Earlier in the day, members of the Korean Confederation of Trade Unions, an umbrella labor union, clashed with police who unsuccessfully tried to detain KCTU President Han Sang-goon during a news conference. A Seoul court had issued an arrest warrant for Han over a failed court appearance, after he was indicted for his involvement in organizing a May protest that turned violent.

"If lawmakers try to pass the (government's) bill that will make labor conditions worse, we will respond with a general strike and that will probably be in early December," said Han, moments before police moved in and forced him to flee inside a building as his colleagues blocked the officers.

Police said the crowd was the largest at a demonstration in Seoul since May 2008, when about 100,000 people poured onto the streets to protest the government's decision to resume U.S. beef imports amid lingering mad cow fears.

Labor groups have been denouncing government attempts to change labor laws to allow larger freedom for companies in laying off workers, which policymakers say would be critical in improving a bleak job market for young people.

Critics say that the state-issued history textbooks, which have not been written yet, would be politically driven and might attempt to whitewash the brutal dictatorships that preceded South Korea's bloody transition toward democracy in the 1980s.

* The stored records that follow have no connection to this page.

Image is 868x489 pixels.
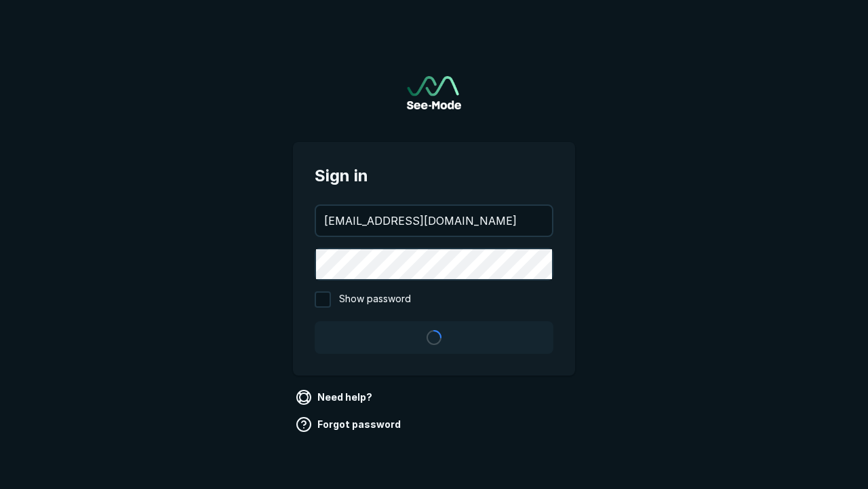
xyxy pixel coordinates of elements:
img: See-Mode Logo [407,76,461,109]
input: your@email.com [316,206,552,236]
a: Forgot password [293,414,407,435]
span: Show password [339,291,411,308]
a: Need help? [293,386,378,408]
a: Go to sign in [407,76,461,109]
span: Sign in [315,164,554,188]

President Park is the daughter of slain military dictator Park Chung-hee, who ruled South Korea in the 1960s and '70s, and whose legacy as a successful economic strategist is marred by records of severe oppression.

In May, South Korean police detained more than 40 people when protests over the government's labor policies and the handling of a year-old ferry disaster spiraled into violence, leaving several demonstrators and police injured and many police buses damaged.